Throughout his career, Michael Kukla has been interested in creating structure and exploring space in both two- and three-dimensional work. His sculptures, made by piercing, drilling, and carving into wood, marble, slate and other materials, highlight negative spaces and reveal hidden structures. In contrast, he makes drawings by accumulating lines and repetitive shapes that spread over the surface of the paper. Whether revealing form through the subtractive process of sculpting or building form through the additive process of drawing, Kukla's two practices complement and even inform each other.
His recent drawings investigate some new directions. For the past several years Kukla has used the hexagon as his basic structural element. Beginning with a single small hexagon near the center of the paper, he builds a network of connected graphite lines in hexagonal shapes that radiate from the initial one. Kukla's hexagons are irregular, and by increasing or decreasing the lengths of their sides he subtly alters the multiplying shapes, creating a shifting visual field across the paper.
Working with watercolor, acrylic or gouache, Kukla divides the interior of each cell-like element into three segments, building forms and creating varying degrees of dimensionality within the structures. He maintains a somewhat restrained monochromatic palette, using light, medium and dark tones in each cell. While consistently rendered, the repeated shapes are not slavishly exact, and slight gradations in colors remain. The hand of the artist is always evident.
When Kukla divides each hexagon into relatively equal segments, as in, Hex Grid Grey 1, 2013, the result is a pattern of stepped cubes or blocks that look like three-dimensional forms standing out from the support. When he varies the sizes of the painted elements, as in Hex Grid La Penne 1, 2012, the "walls" separating the individual hexagons become shallower and create an overall network of connecting planes, resembling a distorted honeycomb. The structure undulates across a seemingly three-dimensional surface, implying an underlying topography. Kukla pushes the grid, creating a dynamic tension in his forms. Just as a string shopping bag conforms to its contents, expanding and contracting with the load of individual objects, Kukla's structure also reacts to stress. When he stretches or contracts individual cells, the network responds, increasing or decreasing the negative spaces.
Recently Kukla has experimented by further loosening the grid. In drawings such as Hex Grid La Penne 3, 2012 the individual hexagonal cells are divided roughly in half, with one half divided again into two darker segments. While the resulting dimensional quality is quieter than the previous two examples, this type of drawing carries a strong optical effect resembling snakeskin. Like all of Kukla's work it challenges the viewer to visually navigate the space.
Kukla sometimes uses metallic paint, and has experimented with commercially made products like Rustoleum, lending his drawn structures a slightly industrial, yet funky edge. While he has previously worked almost exclusively with shades of gray or silver and white, during the past year he decided to incorporate an additional color. Having recently completed an artist residency in Spain, he was inspired by the color and intensity of a popular spice—pimentón de la Vera, a smoky Spanish paprika. Adding red to his normally restrained palette quite literally "spiced up" the work. Several of these new red drawings also differ from the others in their simplified divisions and overall patterns that emphasize the surface.
The repetition and accumulation of countless small elements create larger structures and networks within the individual drawings; displayed as a group they form new relationships to one another and to the wall. Kukla has been exploring this relationship of the parts to the whole for some time, often arranging his drawings in grids, or aggregating sculptural elements into large installations. While his earlier grids comprised equal-sized drawings, Kukla is now experimenting with a livelier mix. His latest installation combines recent and brand-new works of varying sizes, scales and colors, arranged in a continuous band across the wall. This configuration highlights the changes in scale from one drawing to the next, both in the size of the paper and the scale of the imagery within each drawing. The smallest drawings contain the largest forms and reveal the structures in the patterns, like magnified details of the larger works.
The artist is interested in the spatial relationships within and between the drawings, as well as how they might be perceived from near and far. Perhaps ironically, the smallest drawings reveal the most from a distance, while the larger ones depend on a more intimate viewpoint for greater understanding and appreciation. These smaller pieces serve as accents that punctuate the line of drawings. From a distance, the arrangement's rectangular forms and overall color scheme of black, white, gray and red, may also suggest Russian Constructivist paintings and collages.
There is a new dynamism evident in these works, with their migrating forms and shifting surfaces. While the implied movement within many of Kukla's works remains subtle and extremely fluid, his juxtaposition of drawings transforms the wall of the gallery into a vibrant and active space. The agility with which Michael Kukla travels among media, materials and processes reveals an artist of great flexibility—a quality that resonates in his work.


(EXERCISE)
Whenever a line contains the string "pixels", copy it out of the entries.

(DATA FOR PROCESSING)
+++

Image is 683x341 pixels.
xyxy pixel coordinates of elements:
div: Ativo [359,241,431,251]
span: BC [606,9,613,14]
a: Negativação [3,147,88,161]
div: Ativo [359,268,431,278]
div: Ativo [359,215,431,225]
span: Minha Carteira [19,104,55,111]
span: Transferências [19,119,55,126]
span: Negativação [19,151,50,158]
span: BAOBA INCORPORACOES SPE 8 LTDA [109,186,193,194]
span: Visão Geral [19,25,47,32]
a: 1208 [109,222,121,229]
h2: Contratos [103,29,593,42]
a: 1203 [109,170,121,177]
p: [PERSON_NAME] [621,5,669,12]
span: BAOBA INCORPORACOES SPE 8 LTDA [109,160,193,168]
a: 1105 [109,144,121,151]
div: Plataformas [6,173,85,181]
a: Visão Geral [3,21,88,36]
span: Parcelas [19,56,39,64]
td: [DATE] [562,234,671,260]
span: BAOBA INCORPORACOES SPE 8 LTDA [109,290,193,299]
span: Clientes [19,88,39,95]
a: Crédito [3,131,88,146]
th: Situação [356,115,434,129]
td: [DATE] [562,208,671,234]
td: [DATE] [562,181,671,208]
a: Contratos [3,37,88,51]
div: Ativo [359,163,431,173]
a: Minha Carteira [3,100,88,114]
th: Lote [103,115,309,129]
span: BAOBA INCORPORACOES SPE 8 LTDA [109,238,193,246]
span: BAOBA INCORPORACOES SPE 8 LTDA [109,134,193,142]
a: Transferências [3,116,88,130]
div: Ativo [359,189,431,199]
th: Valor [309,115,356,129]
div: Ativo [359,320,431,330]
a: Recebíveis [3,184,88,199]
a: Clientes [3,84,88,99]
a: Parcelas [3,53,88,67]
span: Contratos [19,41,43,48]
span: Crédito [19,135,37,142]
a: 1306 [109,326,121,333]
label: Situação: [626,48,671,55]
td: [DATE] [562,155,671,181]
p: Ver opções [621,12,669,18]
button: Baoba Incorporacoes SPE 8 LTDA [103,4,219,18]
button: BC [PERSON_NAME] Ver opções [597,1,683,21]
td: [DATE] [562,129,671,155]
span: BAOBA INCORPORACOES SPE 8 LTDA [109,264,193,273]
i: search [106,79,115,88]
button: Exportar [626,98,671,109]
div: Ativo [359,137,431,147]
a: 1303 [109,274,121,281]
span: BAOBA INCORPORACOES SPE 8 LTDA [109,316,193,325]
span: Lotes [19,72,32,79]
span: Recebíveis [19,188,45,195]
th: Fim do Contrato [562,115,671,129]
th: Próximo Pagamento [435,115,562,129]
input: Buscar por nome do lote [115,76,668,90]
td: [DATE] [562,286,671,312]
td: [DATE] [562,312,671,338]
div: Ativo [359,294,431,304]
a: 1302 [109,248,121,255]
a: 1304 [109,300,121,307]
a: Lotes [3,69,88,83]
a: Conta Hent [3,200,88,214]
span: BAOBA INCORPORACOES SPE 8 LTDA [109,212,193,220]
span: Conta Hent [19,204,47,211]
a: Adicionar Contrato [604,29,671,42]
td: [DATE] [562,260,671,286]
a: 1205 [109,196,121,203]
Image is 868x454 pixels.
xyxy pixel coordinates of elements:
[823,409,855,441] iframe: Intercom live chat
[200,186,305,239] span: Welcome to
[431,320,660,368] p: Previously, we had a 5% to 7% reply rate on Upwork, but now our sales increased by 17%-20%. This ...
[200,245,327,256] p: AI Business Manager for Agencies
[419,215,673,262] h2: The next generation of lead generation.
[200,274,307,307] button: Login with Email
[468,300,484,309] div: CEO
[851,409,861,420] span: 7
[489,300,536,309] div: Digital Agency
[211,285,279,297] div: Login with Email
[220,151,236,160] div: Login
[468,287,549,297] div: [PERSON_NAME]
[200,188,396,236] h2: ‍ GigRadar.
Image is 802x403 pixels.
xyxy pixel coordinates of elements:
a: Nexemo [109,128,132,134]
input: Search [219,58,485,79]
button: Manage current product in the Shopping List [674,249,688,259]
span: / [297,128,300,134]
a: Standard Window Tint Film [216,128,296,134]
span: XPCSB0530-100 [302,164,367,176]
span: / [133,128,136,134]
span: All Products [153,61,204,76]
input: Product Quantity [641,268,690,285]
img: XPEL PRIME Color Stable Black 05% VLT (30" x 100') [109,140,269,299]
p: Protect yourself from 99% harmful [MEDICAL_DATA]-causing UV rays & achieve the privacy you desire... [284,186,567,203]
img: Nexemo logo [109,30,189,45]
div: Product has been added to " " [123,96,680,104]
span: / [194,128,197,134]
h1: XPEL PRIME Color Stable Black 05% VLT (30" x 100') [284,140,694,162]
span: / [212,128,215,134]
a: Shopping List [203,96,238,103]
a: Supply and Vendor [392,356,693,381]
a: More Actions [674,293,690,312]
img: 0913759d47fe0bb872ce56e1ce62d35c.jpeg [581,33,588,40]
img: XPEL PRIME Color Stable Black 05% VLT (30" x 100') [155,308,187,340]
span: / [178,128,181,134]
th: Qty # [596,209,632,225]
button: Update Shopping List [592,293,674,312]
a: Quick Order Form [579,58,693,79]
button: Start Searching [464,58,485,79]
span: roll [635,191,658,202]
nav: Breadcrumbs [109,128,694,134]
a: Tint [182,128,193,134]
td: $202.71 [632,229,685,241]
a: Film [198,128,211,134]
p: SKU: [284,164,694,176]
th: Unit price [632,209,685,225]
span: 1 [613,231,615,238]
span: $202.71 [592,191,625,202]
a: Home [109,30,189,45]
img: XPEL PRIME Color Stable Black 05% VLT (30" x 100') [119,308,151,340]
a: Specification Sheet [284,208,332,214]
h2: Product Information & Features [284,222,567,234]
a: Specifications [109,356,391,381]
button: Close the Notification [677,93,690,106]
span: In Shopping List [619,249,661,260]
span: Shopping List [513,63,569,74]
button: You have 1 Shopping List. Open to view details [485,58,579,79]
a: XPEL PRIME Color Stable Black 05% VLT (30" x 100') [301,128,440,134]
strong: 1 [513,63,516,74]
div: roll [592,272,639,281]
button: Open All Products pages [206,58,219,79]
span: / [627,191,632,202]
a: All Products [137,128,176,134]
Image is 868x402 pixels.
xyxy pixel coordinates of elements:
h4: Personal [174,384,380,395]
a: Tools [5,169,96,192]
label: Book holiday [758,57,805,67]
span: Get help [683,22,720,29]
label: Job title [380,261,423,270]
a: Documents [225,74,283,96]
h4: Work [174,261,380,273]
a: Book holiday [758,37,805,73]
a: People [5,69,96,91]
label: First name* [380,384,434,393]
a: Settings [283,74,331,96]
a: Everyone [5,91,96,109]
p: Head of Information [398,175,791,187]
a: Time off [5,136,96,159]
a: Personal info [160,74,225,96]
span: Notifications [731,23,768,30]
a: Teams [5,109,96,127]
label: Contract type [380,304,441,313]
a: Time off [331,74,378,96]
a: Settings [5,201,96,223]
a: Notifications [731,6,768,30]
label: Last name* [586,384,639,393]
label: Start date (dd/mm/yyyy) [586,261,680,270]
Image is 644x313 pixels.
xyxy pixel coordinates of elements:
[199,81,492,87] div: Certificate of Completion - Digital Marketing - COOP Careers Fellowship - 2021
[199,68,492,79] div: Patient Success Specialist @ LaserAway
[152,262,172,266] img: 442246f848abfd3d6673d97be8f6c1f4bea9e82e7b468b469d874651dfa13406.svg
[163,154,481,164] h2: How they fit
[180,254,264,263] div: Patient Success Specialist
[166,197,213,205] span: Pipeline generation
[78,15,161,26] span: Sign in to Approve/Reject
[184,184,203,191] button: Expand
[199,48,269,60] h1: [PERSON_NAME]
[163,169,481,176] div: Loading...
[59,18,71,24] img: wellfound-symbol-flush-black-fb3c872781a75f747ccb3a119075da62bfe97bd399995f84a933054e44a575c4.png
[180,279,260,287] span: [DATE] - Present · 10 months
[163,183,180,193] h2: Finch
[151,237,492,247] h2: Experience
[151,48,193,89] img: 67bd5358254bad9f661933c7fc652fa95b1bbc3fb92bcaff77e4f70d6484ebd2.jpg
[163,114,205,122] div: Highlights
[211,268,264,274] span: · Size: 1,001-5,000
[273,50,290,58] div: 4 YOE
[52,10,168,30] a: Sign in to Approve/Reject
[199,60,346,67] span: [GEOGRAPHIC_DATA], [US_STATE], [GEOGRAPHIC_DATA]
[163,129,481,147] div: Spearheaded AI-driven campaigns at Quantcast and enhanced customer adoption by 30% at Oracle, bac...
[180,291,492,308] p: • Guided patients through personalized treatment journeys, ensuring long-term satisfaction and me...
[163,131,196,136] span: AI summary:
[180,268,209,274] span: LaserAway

+++

(RESULT FOR THIS EXERCISE)
Image is 683x341 pixels.
Image is 868x454 pixels.
Image is 802x403 pixels.
Image is 868x402 pixels.
Image is 644x313 pixels.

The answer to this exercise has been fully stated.